David Duval fell off the map after reaching World No. 1. Bubba Watson had his own “Is this it?” moment with his caddie, Ted Scott, after winning the Masters.

In Aaron Rodgers: Enigma, reflecting on his 2011 Super Bowl win, Rodgers said:

“Now I’ve accomplished the only thing that I really, really wanted to do in my life. Now what? I was like, ‘Did I aim at the wrong thing? Did I spend too much time thinking about stuff that ultimately doesn’t give you true happiness?’”

Jim Carrey once said, “I think everybody should get rich and famous and do everything they ever dreamed of so they can see that it’s not the answer.”

Eventually, though, something shifts.

We begin to see in shades of gray. Winning, dominating, accumulating—these pursuits lose their shine.
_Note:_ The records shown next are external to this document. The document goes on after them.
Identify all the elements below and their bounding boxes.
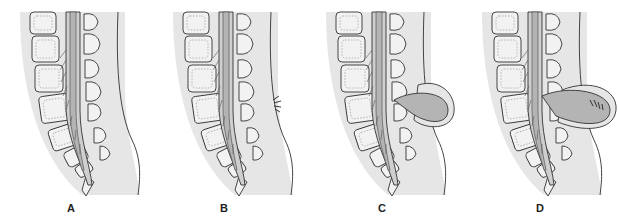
panel-label-b: B — [214, 202, 234, 214]
spine-illustration-sac-neural — [462, 0, 618, 200]
panel-a: A — [0, 0, 150, 223]
panel-c: C — [306, 0, 456, 223]
panel-d: D — [462, 0, 612, 223]
panel-label-c: C — [372, 202, 392, 214]
panel-label-d: D — [530, 202, 550, 214]
panel-label-a: A — [61, 202, 81, 214]
panel-b: B — [153, 0, 303, 223]
spine-illustration-normal — [0, 0, 150, 200]
spine-illustration-fluid-sac — [306, 0, 466, 200]
spine-illustration-hair-tuft — [153, 0, 303, 200]
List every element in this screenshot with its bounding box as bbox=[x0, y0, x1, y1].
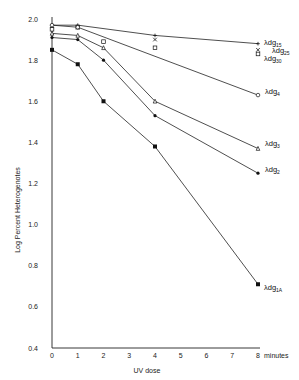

The rewards feel more fleeting. Living in a constant state of fight-or-flight makes us feel alive, yes, but not happy and joyful.

Compassion begins to replace ambition. Love, presence, and gratitude become more fulfilling than status, profits, or trophies. We crave balance over burnout. Collaboration over competition. Meaning over metrics.

Interestingly, if we zoom out, we can apply this same model to nations and cultures. Countries, like people, have a collective “soul stage” made up of the individuals within them.

Take the United States, for example. I’d place it as a mid-level soul: highly competitive and deeply driven, but still learning emotional maturity. Still uncomfortable with nuance. Still believing that more is always better. Despite its global wins, the U.S. currently ranks just 23rd in happiness (as of 2025). You might liken it to a gifted teenager—bold, eager, and ambitious, but angsty and still figuring out how to live well and in balance. As much as a parent wants to protect their child, sometimes the child has to make their own mistakes to truly grow.

So when Scottie Scheffler wonders what the point of winning is, I don’t see someone losing strength.

I see someone evolving.

He’s beginning to look beyond the leaderboard. Beyond metrics of success that carry a lower vibration. And yet, in a poetic twist, Scheffler did go on to win The Open. But that only reinforces the point: even at the pinnacle, the question remains. And if more of us in the golf and sports world — and in U.S. culture at large — started asking similar questions, we might discover that the more meaningful trophy isn’t about accumulating or beating others at all costs.

It’s about awakening and evolving to something more than winning could ever promise.